The Son(s)- Debut Album Review

Sunday, February 13th, 2011

The Son(s) infuriate me. A band/ artist swaddled in secrecy and so the story goes,

The Son(s) were three men, in a band, in Edinburgh, and I knew them then.
One Son went to London and made his fortune in the movies.
Another Son went to Oxford and lives in a small commune there.
The last Son eventually went back to the North East of Scotland and wrote and recorded these songs.”

Now, if I was in on it, this would be the best  thing ever, but for now it remains to torment me as I don’t know whether to talk about The Son(s) in singular or plural and all the while I suspect  to find out at some point it’s someone we know of quite well already. It’s a good job this is a great debut album or I’d be really annoyed.

The self-titled album is transportational, flavoured in lazy days under a Californian sun, most likely reclined in a porch somewhere between the midday heat and a broken-bodied sunrise after an epic night out.

Lead track, ‘Dogs, Boys  & Men‘, is care-free with a defiant, “I don’t care about you” theme. Drenched in nostalgia, the track puts you at ease and instantly makes you feel like you’ve just stumbled across a band which you’ve foolishly been missing out on for years. This, the most assertive track on the album, makes way for dreamy, intoxicating waltzes and a laid-back, sun-drenched swing.

Blending acoustic guitar and piano with rich vocal harmonies soaked in heart, this is an  alluringly hazy work with no jagged edges.  The vocal has a texture of a man who has lived, hope and despair intertwined, flowing free from the same warm-bodied lungs.

A particularly euphoric moment created in ‘Sonny, You’ll Never Get That Ride‘, in a bizarre contrast of styles, is reminiscent of  Moby’s ‘Porcelain‘.  It’s surreptitious high-end piano breaks through swelling, leaning vocal layers, a fight between daydream and drug-induced bliss.

Washing over you with a sense of comfort, the album ends on the hypnotic close harmonies of  ‘Mars Just Plied Her With Gin…‘ a track which almost rocks you to inebriated contentment, the final guitar riff ending midway as though the player himself has nodded off.

Released by Olive Grove Records on March 7th, The Son(s) soul-thawing debut album is available to pre-order now from here, allowing you just enough time to get word perfect to your Summer soundtrack for festival road-trips and early morning hangovers.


--- What is required ---
From first line to last, write out the data precisely as shown.

Dataset entries on figures:
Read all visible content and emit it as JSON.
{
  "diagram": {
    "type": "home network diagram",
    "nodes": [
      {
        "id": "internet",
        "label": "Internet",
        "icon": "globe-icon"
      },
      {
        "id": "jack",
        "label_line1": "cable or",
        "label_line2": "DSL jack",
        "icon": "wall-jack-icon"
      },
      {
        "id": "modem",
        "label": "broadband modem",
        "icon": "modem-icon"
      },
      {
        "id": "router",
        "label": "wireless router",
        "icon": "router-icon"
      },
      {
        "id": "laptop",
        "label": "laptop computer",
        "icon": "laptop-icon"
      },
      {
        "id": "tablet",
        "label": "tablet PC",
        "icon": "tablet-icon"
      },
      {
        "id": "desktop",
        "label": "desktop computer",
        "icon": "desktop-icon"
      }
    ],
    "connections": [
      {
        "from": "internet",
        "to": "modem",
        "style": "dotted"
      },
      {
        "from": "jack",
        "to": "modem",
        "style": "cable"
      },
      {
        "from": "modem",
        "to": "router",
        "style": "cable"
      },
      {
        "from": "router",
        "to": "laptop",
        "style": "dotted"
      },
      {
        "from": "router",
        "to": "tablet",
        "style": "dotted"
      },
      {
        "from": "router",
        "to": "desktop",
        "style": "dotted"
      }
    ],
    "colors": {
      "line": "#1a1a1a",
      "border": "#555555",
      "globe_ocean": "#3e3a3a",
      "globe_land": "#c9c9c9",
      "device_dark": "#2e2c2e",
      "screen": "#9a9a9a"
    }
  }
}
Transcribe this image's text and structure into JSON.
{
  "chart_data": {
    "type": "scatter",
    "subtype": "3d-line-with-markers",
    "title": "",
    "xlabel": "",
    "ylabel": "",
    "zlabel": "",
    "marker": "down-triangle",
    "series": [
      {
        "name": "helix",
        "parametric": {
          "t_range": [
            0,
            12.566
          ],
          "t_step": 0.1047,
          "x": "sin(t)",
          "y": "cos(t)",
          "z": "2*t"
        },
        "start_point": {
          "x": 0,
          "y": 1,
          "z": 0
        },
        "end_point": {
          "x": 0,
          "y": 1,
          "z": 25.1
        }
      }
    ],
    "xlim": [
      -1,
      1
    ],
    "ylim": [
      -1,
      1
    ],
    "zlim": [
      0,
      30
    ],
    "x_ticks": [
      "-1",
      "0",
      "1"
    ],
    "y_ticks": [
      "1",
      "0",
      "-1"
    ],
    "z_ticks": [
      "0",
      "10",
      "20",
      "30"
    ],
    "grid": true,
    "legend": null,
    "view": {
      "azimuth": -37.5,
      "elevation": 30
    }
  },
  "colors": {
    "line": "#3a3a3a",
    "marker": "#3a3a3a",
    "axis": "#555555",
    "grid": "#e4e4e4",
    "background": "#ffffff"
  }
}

--- Written answer ---
Read all visible content and emit it as JSON.
{
  "diagram": {
    "type": "home network diagram",
    "nodes": [
      {
        "id": "internet",
        "label": "Internet",
        "icon": "globe-icon"
      },
      {
        "id": "jack",
        "label_line1": "cable or",
        "label_line2": "DSL jack",
        "icon": "wall-jack-icon"
      },
      {
        "id": "modem",
        "label": "broadband modem",
        "icon": "modem-icon"
      },
      {
        "id": "router",
        "label": "wireless router",
        "icon": "router-icon"
      },
      {
        "id": "laptop",
        "label": "laptop computer",
        "icon": "laptop-icon"
      },
      {
        "id": "tablet",
        "label": "tablet PC",
        "icon": "tablet-icon"
      },
      {
        "id": "desktop",
        "label": "desktop computer",
        "icon": "desktop-icon"
      }
    ],
    "connections": [
      {
        "from": "internet",
        "to": "modem",
        "style": "dotted"
      },
      {
        "from": "jack",
        "to": "modem",
        "style": "cable"
      },
      {
        "from": "modem",
        "to": "router",
        "style": "cable"
      },
      {
        "from": "router",
        "to": "laptop",
        "style": "dotted"
      },
      {
        "from": "router",
        "to": "tablet",
        "style": "dotted"
      },
      {
        "from": "router",
        "to": "desktop",
        "style": "dotted"
      }
    ],
    "colors": {
      "line": "#1a1a1a",
      "border": "#555555",
      "globe_ocean": "#3e3a3a",
      "globe_land": "#c9c9c9",
      "device_dark": "#2e2c2e",
      "screen": "#9a9a9a"
    }
  }
}
Transcribe this image's text and structure into JSON.
{
  "chart_data": {
    "type": "scatter",
    "subtype": "3d-line-with-markers",
    "title": "",
    "xlabel": "",
    "ylabel": "",
    "zlabel": "",
    "marker": "down-triangle",
    "series": [
      {
        "name": "helix",
        "parametric": {
          "t_range": [
            0,
            12.566
          ],
          "t_step": 0.1047,
          "x": "sin(t)",
          "y": "cos(t)",
          "z": "2*t"
        },
        "start_point": {
          "x": 0,
          "y": 1,
          "z": 0
        },
        "end_point": {
          "x": 0,
          "y": 1,
          "z": 25.1
        }
      }
    ],
    "xlim": [
      -1,
      1
    ],
    "ylim": [
      -1,
      1
    ],
    "zlim": [
      0,
      30
    ],
    "x_ticks": [
      "-1",
      "0",
      "1"
    ],
    "y_ticks": [
      "1",
      "0",
      "-1"
    ],
    "z_ticks": [
      "0",
      "10",
      "20",
      "30"
    ],
    "grid": true,
    "legend": null,
    "view": {
      "azimuth": -37.5,
      "elevation": 30
    }
  },
  "colors": {
    "line": "#3a3a3a",
    "marker": "#3a3a3a",
    "axis": "#555555",
    "grid": "#e4e4e4",
    "background": "#ffffff"
  }
}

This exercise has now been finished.